• Please visit and share your knowledge at our sister communities:
  • If you have not, please join our official Homebrewing Facebook Group!

    Homebrewing Facebook Group

First starter question

Homebrew Talk

Help Support Homebrew Talk:

This site may earn a commission from merchant affiliate links, including eBay, Amazon, and others.

tochsner

Supporting Member
HBT Supporter
Joined
Sep 7, 2011
Messages
305
Reaction score
45
Location
Edmonds
I decided to try to make a small starter form my brewday tomorrow. I expect to pitch around noon. Somewhere I read to make the starter 48 hours ahead so thats what I did. Made a .5l starter (per BeerSmith) with Wyeast 1056 yesterday about noon and put it on a stir plate. By 10 o'clock last night, all signs of fermentation were gone. I just set it on the counter overnight at room temperature and this morning the wort is clear and there is a little yeast cake at the bottom. It's such a small starter, I wasn't going to cold crash. Plus I found some threads here that suggest that's bad for the yeast anyway. Can I just leave it at room temperature and pitch the whole thing tomorrow? Should I make a new one later today?
 
I have a thread on this topic as well. Made my starter 10pm last night, just put it in the fridge to cold crash & decant. then will add more wort, let it sit for 12 hrs and repeat.
 
That's fine. I rarely if ever put my starters in the fridge. I don't seen the need to cold crash them, plus it seems counter productive, why would you want to put the yeast to sleep when you're just about to need it?

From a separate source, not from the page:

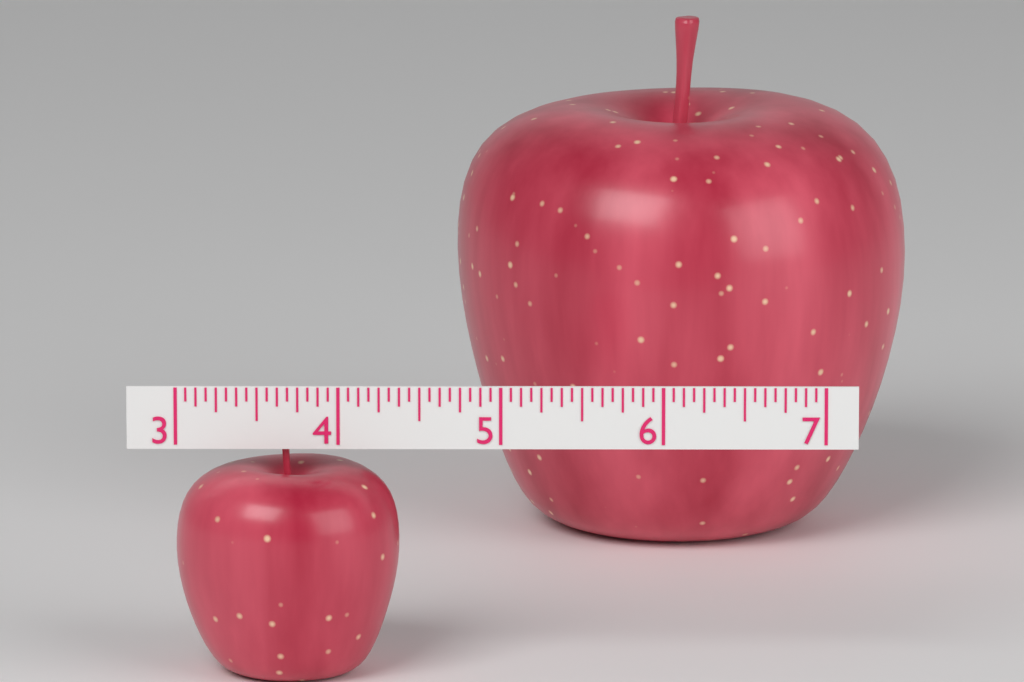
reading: 4.3750 (no unit)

Part of the reason to make a starter is to have the yeast all active and raring to go when you add it to the wort, making the yeast dormant means you have to wait longer for it to wake up.

Just leave it for tomorrow, or even feed it some more wort.
 
For large starters it's necessary to cold crash then decant to avoid pitching heavily oxidized wort.
 
Not trying to start an argument or hijack a thread, but from reading several articles on yeast. I'm not really sure that a half liter starter is enough to get sufficient yeast growth for pitching. I still believe you will be fine, as for years people pitched a single smack pack directly into 5 gallons and beer was made.
as far as cold crashing i always do. I take my starter out of the fridge an hour before I'm ready to use it, decant and pitch. If i remember right Denny Conn does the same thing.
 
Not trying to start an argument or hijack a thread, but from reading several articles on yeast. I'm not really sure that a half liter starter is enough to get sufficient yeast growth for pitching. I still believe you will be fine, as for years people pitched a single smack pack directly into 5 gallons and beer was made.
as far as cold crashing i always do. I take my starter out of the fridge an hour before I'm ready to use it, decant and pitch. If i remember right Denny Conn does the same thing.

I know what you mean about starter size but that was according to BeerSmith. For the recipe it calls for 235 billion cells. With a stir plate it says 1 pack in .5 liters will make 281 billion cells. BeerSmith actually says a .44l starter.
I would have been comfortable just pitching the smack pack in this beer but I wanted to try a starter.
My concern was just letting the starter sit for 36 hours with all the yeast on the bottom and nothing going on. It occurs to me that people rack a beer off a yeast cake and just put another beer on top of it. This is about the same.
 
I've never used beersmith. I use mr.malty if i even use a calculator. I dont know what your OG is but i put in 1.065 with a production date of today in mr malty and it says a 1 liter starter.
like i said, im not trying to start an argument, but i dont see how a half liter can produce 1billion cells.
As far as letting the starter sit, i think you will be fine. The yeast are protected by beer. I would personally put it in the fridge but like i said in my previous post i like to pitch cool yeast.
 
I guess I should have just relaxed. Everything worked great. Obvious fermentation was happening in 8 hours.

Thanks again for all the opinions.
 
tochsner said:
I guess I should have just relaxed. Everything worked great. Obvious fermentation was happening in 8 hours.

Thanks again for all the opinions.

See I told ya. You must believe in your process. I brewed an apricot ale today and I had a less than 12 hour starter and it already going.